EconPapers    
Economics at your fingertips  
 

Offshoring within South African manufacturing firms: An analysis of the labour market effects

Anmar Pretorius, Carli Bezuidenhout, Marianne Matthee and Derick Blaauw

No wp-2019-75, WIDER Working Paper Series from World Institute for Development Economic Research (UNU-WIDER)

Abstract: In South Africa, the manufacturing sector—important for growth and employment creation—has shown declining growth, poor productivity performance, decreased labour demand, and increased imports of intermediate goods (offshoring activities). Offshoring influences jobs and wages differently depending on the type of industry and worker. We provide a nuanced view of offshoring in South Africa, using firm- and employer-employee-level data to disentangle its impact on the labour market in terms of capital- and labour-intensive industries and skilled and unskilled workers.

Keywords: Offshoring; Firm-level data; Linked employer-employee data; Employment; Skills; Wages (search for similar items in EconPapers)
Date: 2019
New Economics Papers: this item is included in nep-int
References: View references in EconPapers View complete reference list from CitEc
Citations:

Downloads: (external link)
https://www.wider.unu.edu/sites/default/files/Publ ... r/PDF/wp-2019-75.pdf (application/pdf)

Related works:
This item may be available elsewhere in EconPapers: Search for items with the same title.

Export reference: BibTeX RIS (EndNote, ProCite, RefMan) HTML/Text

Persistent link: https://EconPapers.repec.org/RePEc:unu:wpaper:wp-2019-75

Access Statistics for this paper

More papers in WIDER Working Paper Series from World Institute for Development Economic Research (UNU-WIDER) Contact information at EDIRC.
Bibliographic data for series maintained by Siméon Rapin ().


▶ [Work instruction]
Count every line in the entries that holds the word "JSON". The reply is that count alone.
[Start of Attachment]
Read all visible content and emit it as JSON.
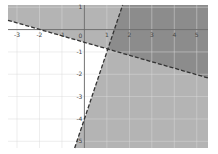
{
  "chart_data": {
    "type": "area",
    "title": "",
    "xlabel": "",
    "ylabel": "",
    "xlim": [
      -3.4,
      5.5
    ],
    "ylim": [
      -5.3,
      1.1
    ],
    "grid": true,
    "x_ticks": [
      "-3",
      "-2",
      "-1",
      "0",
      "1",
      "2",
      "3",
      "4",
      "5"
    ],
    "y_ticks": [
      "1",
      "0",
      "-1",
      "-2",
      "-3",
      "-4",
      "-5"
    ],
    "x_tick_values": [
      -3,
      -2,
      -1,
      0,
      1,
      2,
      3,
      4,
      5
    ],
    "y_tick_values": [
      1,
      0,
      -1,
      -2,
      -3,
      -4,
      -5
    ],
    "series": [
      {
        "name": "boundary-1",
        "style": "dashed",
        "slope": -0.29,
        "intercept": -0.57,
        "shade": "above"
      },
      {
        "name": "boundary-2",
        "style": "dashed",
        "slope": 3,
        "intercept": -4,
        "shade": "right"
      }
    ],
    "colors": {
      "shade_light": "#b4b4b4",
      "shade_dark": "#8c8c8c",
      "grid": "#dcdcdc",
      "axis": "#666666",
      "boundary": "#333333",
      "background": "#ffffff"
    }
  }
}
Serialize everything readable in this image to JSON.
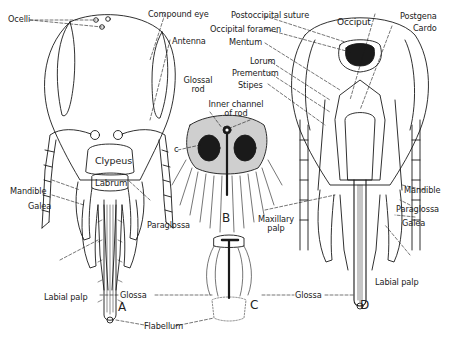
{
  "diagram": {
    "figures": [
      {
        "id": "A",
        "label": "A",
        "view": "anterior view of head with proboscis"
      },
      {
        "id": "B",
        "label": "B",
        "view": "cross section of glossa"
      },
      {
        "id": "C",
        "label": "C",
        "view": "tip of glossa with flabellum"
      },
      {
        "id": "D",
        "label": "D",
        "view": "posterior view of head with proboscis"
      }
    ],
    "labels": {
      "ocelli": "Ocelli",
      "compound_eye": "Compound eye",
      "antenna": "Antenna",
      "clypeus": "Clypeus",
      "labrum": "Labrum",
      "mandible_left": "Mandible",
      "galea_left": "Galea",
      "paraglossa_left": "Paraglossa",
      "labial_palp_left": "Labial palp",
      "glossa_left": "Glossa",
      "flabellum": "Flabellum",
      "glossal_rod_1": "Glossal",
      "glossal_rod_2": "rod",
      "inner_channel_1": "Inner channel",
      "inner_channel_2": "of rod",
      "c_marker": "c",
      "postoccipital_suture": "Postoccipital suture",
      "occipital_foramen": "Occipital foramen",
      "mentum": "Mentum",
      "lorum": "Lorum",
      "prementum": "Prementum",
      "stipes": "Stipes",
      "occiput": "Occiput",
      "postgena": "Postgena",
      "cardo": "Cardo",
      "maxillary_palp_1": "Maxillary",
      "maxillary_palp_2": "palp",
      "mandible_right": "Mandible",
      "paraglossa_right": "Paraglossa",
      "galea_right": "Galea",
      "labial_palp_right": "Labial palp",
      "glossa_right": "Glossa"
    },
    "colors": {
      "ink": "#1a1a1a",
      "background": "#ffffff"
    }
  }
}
[End of Attachment]
[Start of Attachment]
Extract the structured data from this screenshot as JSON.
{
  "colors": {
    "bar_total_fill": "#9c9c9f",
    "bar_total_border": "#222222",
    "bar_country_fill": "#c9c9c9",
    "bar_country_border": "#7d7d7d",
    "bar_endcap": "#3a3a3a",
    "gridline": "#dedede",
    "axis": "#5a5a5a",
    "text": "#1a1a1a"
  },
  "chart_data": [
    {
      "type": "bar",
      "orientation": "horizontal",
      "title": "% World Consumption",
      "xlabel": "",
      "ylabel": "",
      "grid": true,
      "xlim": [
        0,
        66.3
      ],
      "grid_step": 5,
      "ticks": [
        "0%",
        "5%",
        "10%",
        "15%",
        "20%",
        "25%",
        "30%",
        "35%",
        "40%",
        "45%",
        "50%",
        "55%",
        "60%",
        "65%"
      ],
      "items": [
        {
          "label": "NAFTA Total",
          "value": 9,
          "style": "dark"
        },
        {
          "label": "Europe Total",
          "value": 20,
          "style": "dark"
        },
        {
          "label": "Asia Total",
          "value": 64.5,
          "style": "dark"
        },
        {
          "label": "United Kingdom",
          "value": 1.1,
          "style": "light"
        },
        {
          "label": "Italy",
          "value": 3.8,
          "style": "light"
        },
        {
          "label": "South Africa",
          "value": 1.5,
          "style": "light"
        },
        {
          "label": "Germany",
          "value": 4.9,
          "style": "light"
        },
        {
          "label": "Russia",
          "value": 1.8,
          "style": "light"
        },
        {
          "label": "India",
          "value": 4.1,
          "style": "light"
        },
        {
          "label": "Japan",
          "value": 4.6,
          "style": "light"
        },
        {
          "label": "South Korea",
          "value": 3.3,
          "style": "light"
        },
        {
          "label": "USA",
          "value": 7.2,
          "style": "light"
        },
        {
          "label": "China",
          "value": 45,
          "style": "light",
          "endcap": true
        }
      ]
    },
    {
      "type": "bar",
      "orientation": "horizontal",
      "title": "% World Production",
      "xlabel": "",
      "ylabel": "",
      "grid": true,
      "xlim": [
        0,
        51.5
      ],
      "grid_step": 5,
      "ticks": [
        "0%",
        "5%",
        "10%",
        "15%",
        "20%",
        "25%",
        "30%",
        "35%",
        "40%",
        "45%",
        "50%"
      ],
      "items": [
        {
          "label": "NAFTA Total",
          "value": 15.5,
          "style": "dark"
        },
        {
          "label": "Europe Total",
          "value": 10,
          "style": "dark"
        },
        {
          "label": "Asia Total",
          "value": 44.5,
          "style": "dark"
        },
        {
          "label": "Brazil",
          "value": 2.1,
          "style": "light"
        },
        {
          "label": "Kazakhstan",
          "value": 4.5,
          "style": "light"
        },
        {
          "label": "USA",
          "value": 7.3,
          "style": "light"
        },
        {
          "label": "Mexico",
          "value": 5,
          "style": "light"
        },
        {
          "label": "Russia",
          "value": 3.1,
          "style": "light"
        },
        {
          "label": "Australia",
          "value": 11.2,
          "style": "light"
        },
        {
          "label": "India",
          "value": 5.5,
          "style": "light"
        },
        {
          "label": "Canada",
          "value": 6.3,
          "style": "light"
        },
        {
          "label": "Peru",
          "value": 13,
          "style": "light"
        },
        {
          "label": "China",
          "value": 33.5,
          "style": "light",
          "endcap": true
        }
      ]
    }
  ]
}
[End of Attachment]
▶ [Task response]
3